Crypto, once the cool kid, is now the one no one wants to play with.
A lot has changed over the course of the past year, none of it very good for the digital asset industry.
Now, the sector increasingly finds itself without the critical banking partners necessary to work with fiat currency and accept dollar deposits in return for services or in exchange for tokens.
This, as the U.S. branch of mega-exchange Binance is struggling to find a bank for its customers, while the developer behind the since-collapsed Signature Bank’s 24/7 payment system, Signet, has called his platform’s formerly invaluable crypto services “a distraction,” emphasizing that no other banks have expressed any interest in implementing its real-time digital asset settlement system.
“It didn’t end well for Signature Bank, so that might cause some people to have a little bit of caution around it,” the developer said.
New PYMNTS research in the April 2023 report, “Credit Union Innovation: Bridging the Cryptocurrency Divide,” a PYMNTS and PSCU collaboration, confirms this broader market sentiment — finding that two out of every three credit union executives (66%) express little to no interest in providing their members with innovative crypto products, citing volatility concerns.
Absent a reliable, regulated banking partner, crypto companies are being forced to hold both their own money and customer funds with third parties, which can slow down sending and moving funds.
See also: Can Crypto’s Value Proposition Ever Translate Into Real Value?
For a brief moment in time, the crypto sector pinned its hopes to Wyoming-chartered upstart Custodia Bank — only to have those hopes decisively dashed by a strongly worded 86-page rejection letter from the U.S. Federal Reserve System that unpacked a laundry list of “fundamental concerns” around any “business focused on crypto-asset-related activities.”
Wyoming Attorney General (AG) Bridget Hill, along with the rest of her department, took umbrage with the Fed’s no-holds-barred response to Custodia’s application.
The Wyoming AG on Monday (April 10) filed an official request to intervene in the case between Custodia Bank and the Federal Reserve System, seeking to defend its framework allowing certain crypto firms to qualify as state-chartered banks.
The filing alleges that the Fed has “expressed skepticism over the aptitude of ‘new’ state-chartered banks while allowing ‘old’ state-chartered banks like BNY Mellon to engage in substantially the same digital asset custody activity Wyoming SPDIs intend to engage in.”
Read more: Crypto’s Existential Crisis Continues as SEC Issues Investor Warning
At crypto exchanges, bank accounts for corporate operations including payroll and one-off expenses are typically separate from those used for user deposits and trading.
The cryptocurrency sector’s banking problems related to user deposits and trading picked up steam following the downfall of Signature Bank and Silvergate Capital.
The two banks catered specifically to digital asset businesses, with the previously mentioned Signet platform and Silvergate’s own Silvergate Exchange Network (SEN) both providing crypto companies with critical access to 24/7, 365 real-time payments outside of traditional banking hours.
Silvergate shuttered SEN on March 3, before announcing the voluntary liquidation of its business on March 8.
New York financial regulators took over Signature on March 12, and when New York Community Bancorp-owned Flagstar Bank purchased Signature Bank on March 20, it declined to scoop up the lender’s crypto business.
See also: White House Economic Report Shifts Stance on Crypto From Neutral to Negative
A letter sent Sunday (April 9) by U.S. Sen. Elizabeth Warren and Rep. Alexandria Ocasio-Cortez to both Circle CEO Jeremy Allaire and BlockFi CEO Zac Prince shows that crypto company’s other banking relationships are also coming under scrutiny.
Circle and BlockFi have until April 24 to respond to the lawmakers’ questions around the existence of any “mutual backscratching arrangements” between their companies and the since-collapsed Silicon Valley Bank (SVB).
As PYMNTS reported, crypto exchange Binance.US is languishing without a banking partner due to ongoing regulatory concerns around its broader, global business despite claims by both Binance and Binance.US that they are separately managed.
PYMNTS has previously reported on how Binance allegedly created its U.S. platform as a shield from regulators.
A Binance spokesperson told PYMNTS when reached for comment at the time, that the agreement between Binance and its U.S. operation is common in their industry, with Binance’s founders licensing the tech stack to other organizations that weren’t affiliated with the company.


Instructions to follow
The data below is to be written out exactly, with no pictures.

Dataset excerpts
━━━━━━━━━━━━━━━━━━━━
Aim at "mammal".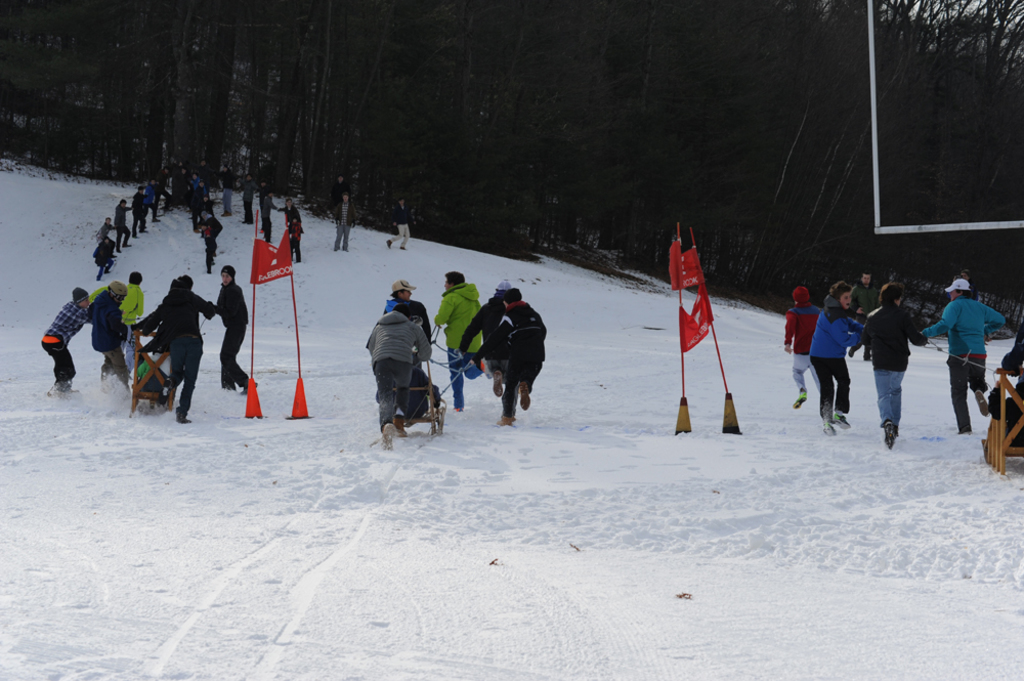
Aimed at rect(478, 284, 550, 424).
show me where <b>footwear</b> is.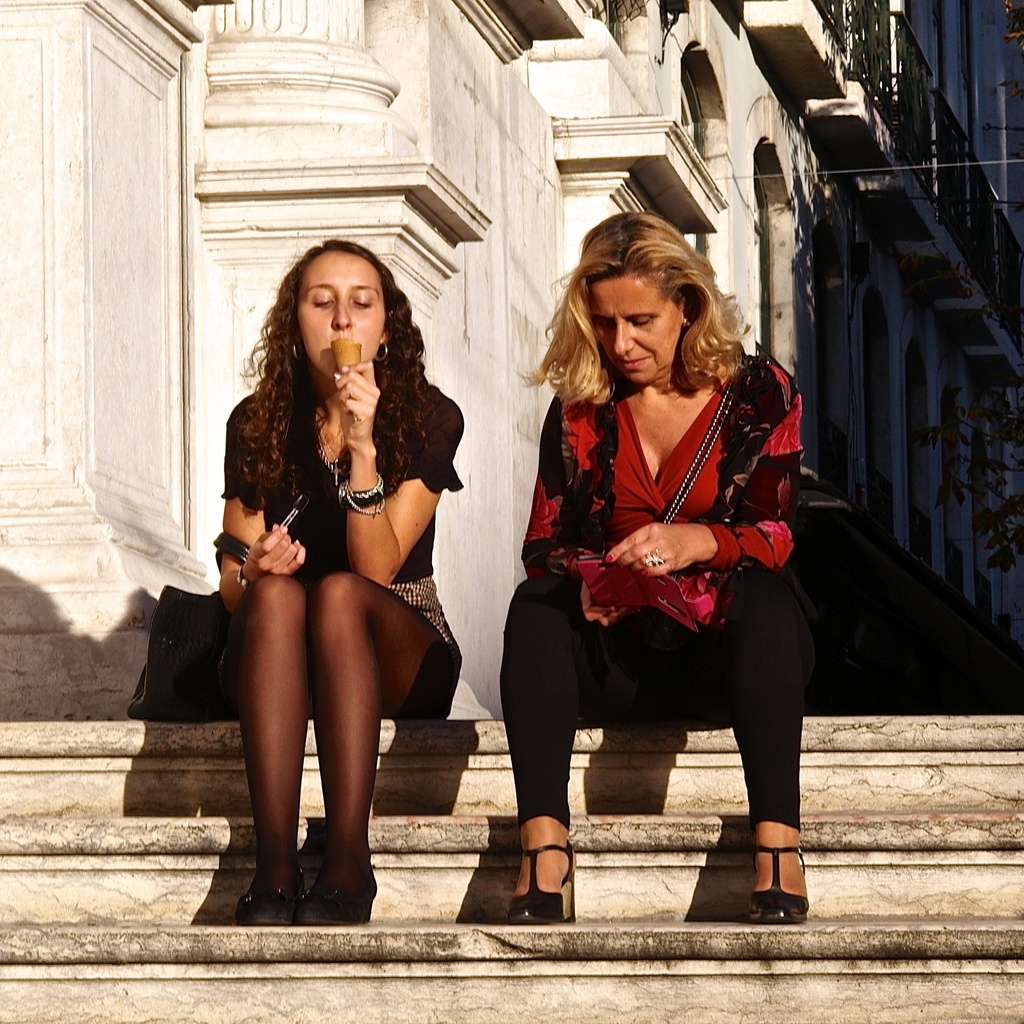
<b>footwear</b> is at 290:868:379:924.
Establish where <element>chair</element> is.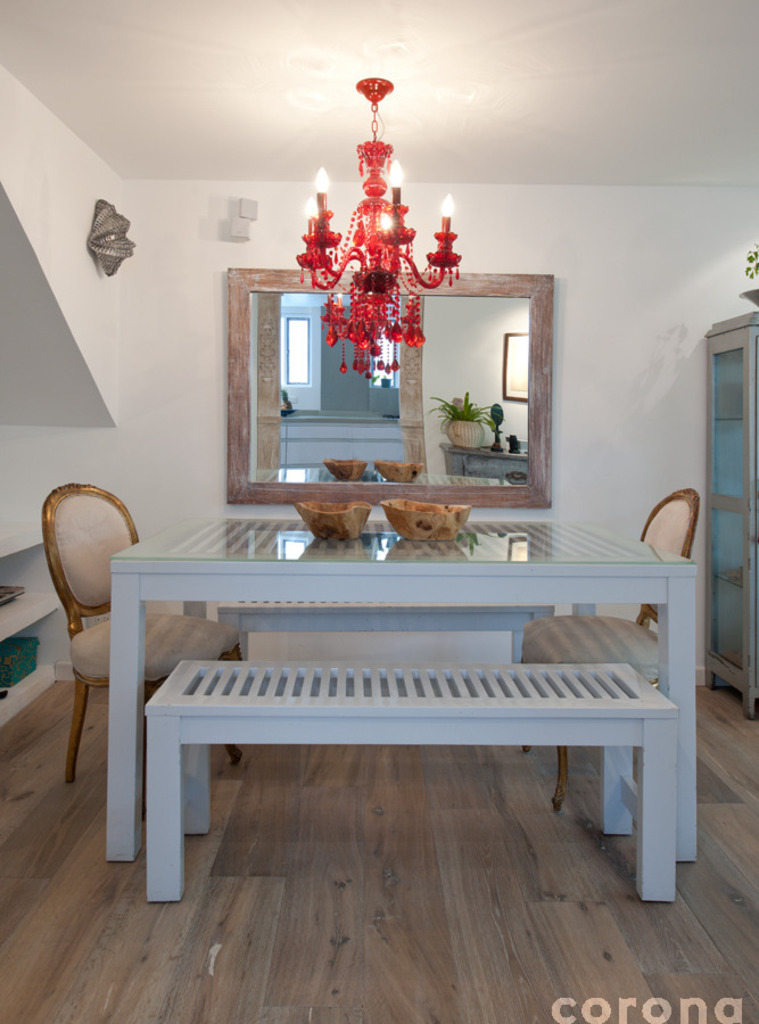
Established at Rect(518, 487, 700, 817).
━━━━━━━━━━━━━━━━━━━━
Exercise output
Aim at "mammal".
Aimed at rect(478, 284, 550, 424).
show me where <b>footwear</b> is.
<b>footwear</b> is at 290:868:379:924.
Establish where <element>chair</element> is.
Established at Rect(518, 487, 700, 817).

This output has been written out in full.